The Sound of Sport

Roman Mars:
This is 99% Invisible. I’m Roman Mars.

Roman Mars:
If Dennis Baxter and Bill Whiston are doing their job right, you probably don’t notice that they’re doing their job. But they are so good at doing their job, you probably don’t even know that their job exists at all. They are sound designers for televised sporting events. Their job is to draw the audience into the action and make sports sound as exciting as possible. And that doesn’t mean they throw a bunch of microphones on the field. This is Dennis Baxter, sound designer of the Olympics.

Dennis Baxter:
There’s some sports that you just cannot capture the natural sound. Cross country skiing, uh, biathlon is another one because of the size of the course. And this has been further complicated because as the camera lenses have gone up 110, 120, 130, 140 to 1, these cameras are able to see half a kilometer, maybe even a kilometer down the course. Now how do you replicate that sound. Essentially, if you’ve got cameras that are that far apart from each other, you’re putting twenty or thirty microphones to “fill” as the athletes are coming to you, which is not practical. I am not a purist whatsoever in sound production. I truly believe that whatever the tool takes to deliver a high-quality entertaining soundscape, it’s all fair game. And that has caused some issues because I use samplers. What a sampler is, it’s a keyboard attached to essentially a digital recorder. When you hit the key on the keyboard, it triggers the sound to playback and with the keyboard it also triggers with sensitivity, meaning that if I hit the key really hard it will have a bit of a harder attack, and you can vary the pitch. If I hit a ‘c’ note that has a sample and then I hit a ‘d’ note of the same sample, it will be up a step. So for the skiing, it gives a “sshh, sshh, sshh, sshh.”

[Sports commentary]

Dennis Baxter:
In Atlanta, one of my biggest problems was rowing. Rowing is a two-kilometer course. They have four chase boats following the rowers, and they have a helicopter. That’s what they need to deliver the visual coverage of it. But the helicopter and the chase boat just completely wash out the sound. So no matter how good the microphones are, you cannot capture, you cannot reach and isolate sound like you do visually. But people have expectations. If you see the rowers, they have a sound that they’re expecting. So what do we do?

[Rowing sounds]

Dennis Baxter:
That afternoon, I went out on a canoe with a couple of rowers and recorded stereo samples of the different type of effects that would be somewhat typical of an event. And then we loaded those recordings into a sampler and play them back to cover the sounds of the boats.

[Sports commentary]

Bill Whiston:
When we do our horse racing, you’re not going to get someone running around the course after the horses. No way. And occasionally you will come across very close-up pictures of the horses of the far side, which is done off one of our roving cameras. But you have engine noise in that case, so, therefore, you wouldn’t want a microphone on that because all you’d hear is a car revving up and the cameraman cursing. So basically, the way that you cover all that sort of stuff is to run a tape which has the sound of horses hooves galloping, which is actually, if I remember rightly, a slowed-down buffalo charge. That’s pretty much a standard thing. And I think it’s probably the same recording that they’ve used for years.

[“Horses” galloping]

Roman Mars:
This episode of 99% Invisible was produced by Peregrine Andrews for Falling Tree Productions and features Dennis Baster and Bill Whiston. It’s an extract from the much longer and really stunning audio documentary called “The Sound of Sport.” 99% Invisible was made possible with support from LUNAR, making a difference with creativity. It’s a project of KALW 91.7, local public radio in San Francisco, the American Institute of Architects in San Francisco, and the Center for Architecture and Design. To find out more, go to the website. It’s 99percentinvisible.org.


**Exercise**
Please set down the whole listing again, precisely.

**Available records**
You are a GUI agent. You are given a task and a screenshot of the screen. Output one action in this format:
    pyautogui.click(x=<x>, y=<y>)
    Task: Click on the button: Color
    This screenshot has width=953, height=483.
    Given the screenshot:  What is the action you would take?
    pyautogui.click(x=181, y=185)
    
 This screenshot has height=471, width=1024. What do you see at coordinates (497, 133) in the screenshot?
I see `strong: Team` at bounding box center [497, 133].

**Answer to the problem**
You are a GUI agent. You are given a task and a screenshot of the screen. Output one action in this format:
    pyautogui.click(x=<x>, y=<y>)
    Task: Click on the button: Color
    This screenshot has width=953, height=483.
    Given the screenshot:  What is the action you would take?
    pyautogui.click(x=181, y=185)
    
 This screenshot has height=471, width=1024. What do you see at coordinates (497, 133) in the screenshot?
I see `strong: Team` at bounding box center [497, 133].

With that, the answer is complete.